Sunday, February 19, 2023

On "Shane" by Jack Schaefer ****

This classic western is essentially the tale of a mysterious superhero who rides into "town," does away with the bad guys, and leaves. It is told from the point of view of a kid who witnesses the action, and it's interesting to see how Schaefer manages to get the kid to places where he can witness the important events.

My wife, in her own reading of The Virginian, is the one who first brought up the superhero comparison to westerns, and it made me think a bit about how most of the books I've read so far fall into just that sort of set of cliches. Indeed, there are numerous sites on the internet that claim superhero movies are the new western--and then a whole bunch rebutting that claim (westerns are more varied is the standard reply). But so far, I'd say there's a fairly common throughline with regard to standard western elements. Most involve a super gunslinger, generally mysterious, who saves a woman from some baddies. There are variations, of course. Some involve more than one gunslinger, as in Zane Gray's Riders of the Purple Sage. Some, as in the case of Shane, avoid the woman--the romantic love interest. Here, the gunslinger saves a family.

The work itself is set out on rangeland that is transitioning toward farmland. The resident rancher wants to keep the land free for his cattle to roam, and so he's doing his best to push out the homesteaders who have taken up residence on the vast open federal land with the intention of claiming their 160 acres. Threats of violence and then actual violence follow. The focus of the rancher's attack is the Starret family, because that's where the manliest man of the small and not yet official community resides. When I say, "not yet official," I mean that this is the wild west, land where there is no sherriff to enforce the law. It's neighbor against neighbor. And in that sort of situation, one needs men like Shane to protect the "decent" folk.

The writing here is assured, and the narrative point of view provides a kind of innocence and wonder that works well in what is a kind of tall tale. That gives the work a feeling of genuiness that has seemed lacking in most of the other westerns I've read, so that even if it's much the same story, it feels heartfelt.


→ **Problem description**
Return every line from the records below with the string "next".

→ **Source records**
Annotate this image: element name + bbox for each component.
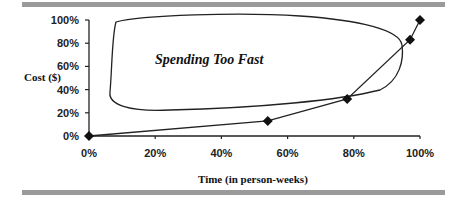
diamond-marker xyxy=(415,15,425,25)
y-tick-label: 20% xyxy=(57,107,79,119)
annotation-label: Spending Too Fast xyxy=(155,52,265,67)
y-tick-label: 100% xyxy=(51,14,79,26)
diamond-marker xyxy=(84,131,94,141)
cost-series xyxy=(84,15,425,141)
x-axis-label: Time (in person-weeks) xyxy=(198,173,308,186)
y-axis-label: Cost ($) xyxy=(24,71,61,84)
x-tick-label: 80% xyxy=(343,147,365,159)
x-tick-label: 40% xyxy=(210,147,232,159)
axes: 0%20%40%60%80%100%0%20%40%60%80%100% xyxy=(51,14,434,159)
cost-vs-time-chart: 0%20%40%60%80%100%0%20%40%60%80%100% Spe… xyxy=(0,0,460,207)
x-tick-label: 0% xyxy=(81,147,97,159)
x-tick-label: 100% xyxy=(406,147,434,159)
spending-too-fast-region: Spending Too Fast xyxy=(110,14,403,110)
y-tick-label: 0% xyxy=(63,130,79,142)
y-tick-label: 40% xyxy=(57,84,79,96)
x-tick-label: 60% xyxy=(277,147,299,159)
y-tick-label: 80% xyxy=(57,37,79,49)
x-tick-label: 20% xyxy=(144,147,166,159)
diamond-marker xyxy=(263,116,273,126)
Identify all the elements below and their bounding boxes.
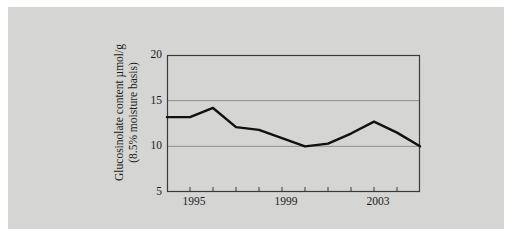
axis-frame	[168, 56, 420, 192]
plot-svg	[167, 55, 420, 192]
y-tick-label-10: 10	[138, 139, 162, 151]
chart-area: Glucosinolate content µmol/g (8.5% moist…	[8, 7, 504, 229]
data-series-line	[167, 108, 420, 146]
y-tick-label-15: 15	[138, 94, 162, 106]
x-tick-label-1999: 1999	[263, 195, 309, 207]
x-tick-label-2003: 2003	[355, 195, 401, 207]
y-tick-label-5: 5	[138, 185, 162, 197]
y-axis-title: Glucosinolate content µmol/g (8.5% moist…	[104, 37, 148, 202]
plot-frame	[168, 56, 420, 192]
y-axis-title-line1: Glucosinolate content µmol/g	[113, 44, 125, 181]
chart-panel: Glucosinolate content µmol/g (8.5% moist…	[8, 7, 504, 229]
x-tick-label-1995: 1995	[171, 195, 217, 207]
y-tick-label-20: 20	[138, 48, 162, 60]
plot-region	[167, 55, 420, 192]
series-polyline	[167, 108, 420, 146]
gridlines	[167, 101, 420, 147]
figure: Glucosinolate content µmol/g (8.5% moist…	[0, 0, 512, 236]
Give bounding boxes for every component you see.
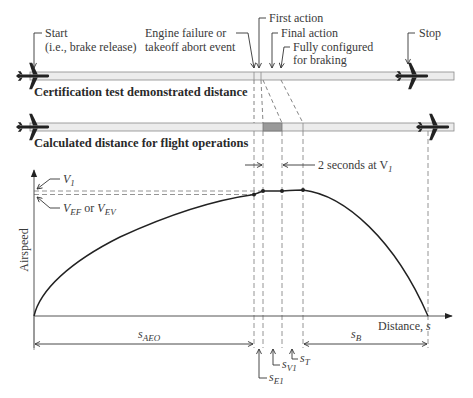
rto-diagram: Certification test demonstrated distance… <box>0 0 473 398</box>
engine-failure-callout-sub: takeoff abort event <box>145 40 236 54</box>
engine-failure-callout: Engine failure or <box>145 26 226 40</box>
two-second-segment <box>263 123 282 131</box>
bar-connectors <box>254 80 303 123</box>
first-action-callout: First action <box>269 11 323 25</box>
s-b-label: sB <box>351 327 362 343</box>
certification-bar-label: Certification test demonstrated distance <box>34 85 248 99</box>
x-axis-label: Distance, s <box>378 319 431 333</box>
s-e1-label: sE1 <box>269 370 284 386</box>
start-callout-sub: (i.e., brake release) <box>45 40 137 54</box>
start-callout: Start <box>45 26 68 40</box>
v1-label: V1 <box>63 172 75 188</box>
airplane-stop-icon <box>395 63 428 90</box>
vef-label: VEF or VEV <box>63 201 117 217</box>
fully-configured-callout: Fully configured <box>293 40 373 54</box>
distance-segments <box>34 316 427 378</box>
stop-callout: Stop <box>419 26 441 40</box>
two-seconds-label: 2 seconds at V1 <box>318 158 393 174</box>
fully-configured-callout-sub: for braking <box>293 53 347 67</box>
operations-bar-label: Calculated distance for flight operation… <box>34 136 248 150</box>
s-t-label: sT <box>300 351 311 367</box>
final-action-callout: Final action <box>281 26 338 40</box>
s-aeo-label: sAEO <box>138 327 161 343</box>
airplane-end-icon-2 <box>416 114 449 141</box>
speed-callouts <box>37 179 60 208</box>
y-axis-label: Airspeed <box>17 228 31 271</box>
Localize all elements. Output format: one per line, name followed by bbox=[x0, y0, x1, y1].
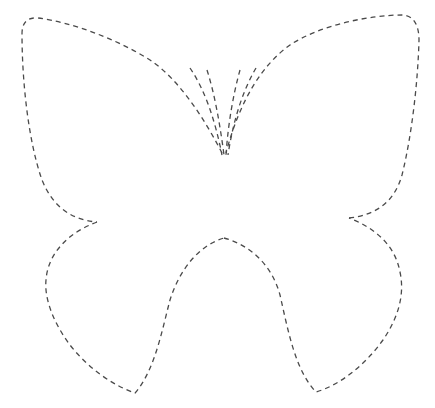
left-lower-wing bbox=[46, 222, 224, 393]
left-antenna-inner bbox=[207, 70, 224, 155]
left-upper-wing bbox=[22, 18, 222, 222]
right-lower-wing bbox=[224, 218, 402, 392]
left-antenna-outer bbox=[190, 68, 222, 155]
butterfly-template-canvas: Butterfly dashed outline template bbox=[0, 0, 435, 408]
butterfly-outline-icon bbox=[0, 0, 435, 408]
right-antenna-outer bbox=[228, 68, 256, 155]
right-upper-wing bbox=[226, 15, 419, 218]
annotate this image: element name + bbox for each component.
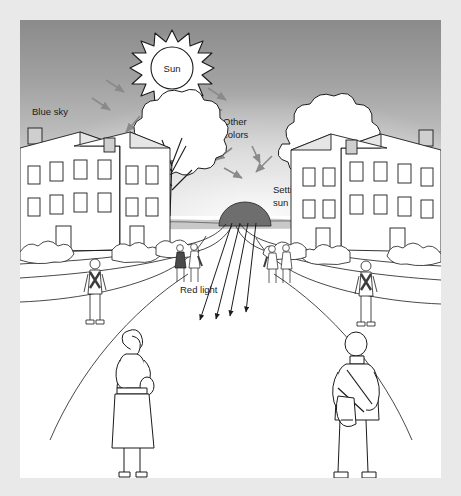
sun-label: Sun xyxy=(164,63,181,74)
figure-frame: Sun Blue sky Other colors xyxy=(0,0,461,496)
blue-sky-label: Blue sky xyxy=(32,106,68,117)
ground xyxy=(20,216,441,478)
red-light-label: Red light xyxy=(180,284,218,295)
buildings-left xyxy=(20,128,170,252)
setting-sun-label-line2: sun xyxy=(273,197,288,208)
illustration-canvas: Sun Blue sky Other colors xyxy=(20,20,441,478)
buildings-right xyxy=(291,130,441,252)
scene-svg: Sun Blue sky Other colors xyxy=(20,20,441,478)
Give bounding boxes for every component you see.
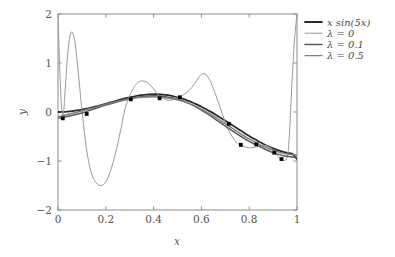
data-point-marker <box>129 97 133 101</box>
chart-root: 00.20.40.60.81 −2−1012 x y x sin(5x)λ = … <box>0 0 395 257</box>
y-axis-label: y <box>16 108 28 116</box>
y-tick-label: 0 <box>45 106 52 118</box>
chart-legend: x sin(5x)λ = 0λ = 0.1λ = 0.5 <box>305 17 370 62</box>
x-tick-label: 0.8 <box>241 213 258 225</box>
data-point-marker <box>61 116 65 120</box>
legend-label-3: λ = 0.5 <box>326 50 364 61</box>
data-point-marker <box>272 151 276 155</box>
y-tick-label: 1 <box>45 57 52 69</box>
data-point-marker <box>85 112 89 116</box>
x-tick-label: 0.6 <box>193 213 210 225</box>
data-point-marker <box>254 142 258 146</box>
data-point-marker <box>178 95 182 99</box>
x-axis-tick-labels: 00.20.40.60.81 <box>55 213 301 225</box>
y-tick-label: 2 <box>45 8 52 20</box>
plot-area-border <box>58 14 297 210</box>
data-point-marker <box>227 122 231 126</box>
legend-label-2: λ = 0.1 <box>326 39 364 50</box>
y-axis-tick-labels: −2−1012 <box>37 8 52 216</box>
data-point-marker <box>280 157 284 161</box>
x-tick-label: 1 <box>294 213 301 225</box>
regularization-line-chart: 00.20.40.60.81 −2−1012 x y x sin(5x)λ = … <box>0 0 395 257</box>
y-tick-label: −1 <box>37 155 52 167</box>
data-point-marker <box>239 143 243 147</box>
x-tick-label: 0.4 <box>145 213 162 225</box>
x-tick-label: 0.2 <box>97 213 114 225</box>
plot-frame <box>58 14 297 210</box>
y-tick-label: −2 <box>37 204 52 216</box>
x-axis-label: x <box>174 235 180 247</box>
data-point-marker <box>158 96 162 100</box>
legend-label-1: λ = 0 <box>326 28 355 39</box>
legend-label-0: x sin(5x) <box>327 17 370 28</box>
x-tick-label: 0 <box>55 213 62 225</box>
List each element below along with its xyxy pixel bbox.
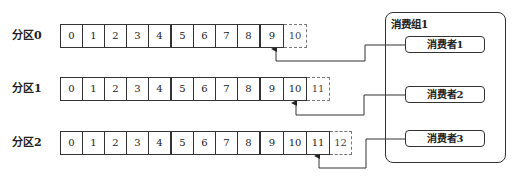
offset-cell: 3 (126, 24, 149, 48)
offset-cell: 8 (237, 131, 260, 155)
offset-cell: 5 (171, 131, 194, 155)
partition-label: 分区1 (12, 77, 42, 101)
offset-cell: 2 (104, 131, 127, 155)
offset-cell: 4 (148, 24, 171, 48)
offset-cell: 3 (126, 131, 149, 155)
offset-cell: 6 (193, 77, 216, 101)
offset-cell: 1 (82, 131, 105, 155)
offset-cell: 8 (237, 24, 260, 48)
offset-cell: 5 (171, 24, 194, 48)
offset-cell: 3 (126, 77, 149, 101)
offset-cell: 9 (260, 131, 284, 155)
offset-cell: 2 (104, 77, 127, 101)
offset-cell: 4 (148, 77, 171, 101)
next-offset-cell: 11 (307, 77, 330, 101)
offset-cell: 5 (171, 77, 194, 101)
offset-cell: 7 (215, 131, 238, 155)
diagram-canvas: 分区0 0 1 2 3 4 5 6 7 8 9 10 分区1 0 1 2 3 4… (0, 0, 524, 177)
offset-cell: 4 (148, 131, 171, 155)
offset-cell: 6 (193, 24, 216, 48)
offset-cell: 6 (193, 131, 216, 155)
offset-cell: 11 (306, 131, 330, 155)
next-offset-cell: 10 (284, 24, 307, 48)
offset-cell: 0 (60, 131, 83, 155)
offset-cell: 0 (60, 24, 83, 48)
offset-cell: 0 (60, 77, 83, 101)
consumer-group-title: 消费组1 (391, 16, 428, 31)
offset-cell: 10 (283, 131, 307, 155)
offset-cell: 1 (82, 24, 105, 48)
offset-cell: 1 (82, 77, 105, 101)
partition-label: 分区0 (12, 24, 42, 48)
consumer-box-3: 消费者3 (405, 130, 485, 147)
offset-cell: 7 (215, 24, 238, 48)
offset-cell: 9 (260, 77, 284, 101)
offset-cell: 7 (215, 77, 238, 101)
partition-label: 分区2 (12, 131, 42, 155)
consumer-box-1: 消费者1 (405, 36, 485, 53)
next-offset-cell: 12 (330, 131, 352, 155)
offset-cell: 10 (283, 77, 307, 101)
offset-cell: 9 (260, 24, 284, 48)
offset-cell: 8 (237, 77, 260, 101)
consumer-box-2: 消费者2 (405, 86, 485, 103)
offset-cell: 2 (104, 24, 127, 48)
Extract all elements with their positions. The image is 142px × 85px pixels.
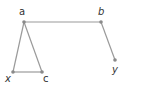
edge-b-y [101,22,115,60]
label-c: c [43,73,49,84]
node-b [99,20,103,24]
node-x [11,70,15,74]
label-x: x [4,73,11,84]
node-y [113,58,117,62]
label-a: a [19,6,25,17]
label-y: y [111,64,119,75]
node-a [22,20,26,24]
edge-a-x [13,22,24,72]
label-b: b [98,6,104,17]
nodes [11,20,117,74]
graph-diagram: a b x c y [0,0,142,85]
edges [13,22,115,72]
edge-a-c [24,22,42,72]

→ **Response to the task**
next-offset-cell: 11 (307, 77, 330, 101)
next-offset-cell: 10 (284, 24, 307, 48)
next-offset-cell: 12 (330, 131, 352, 155)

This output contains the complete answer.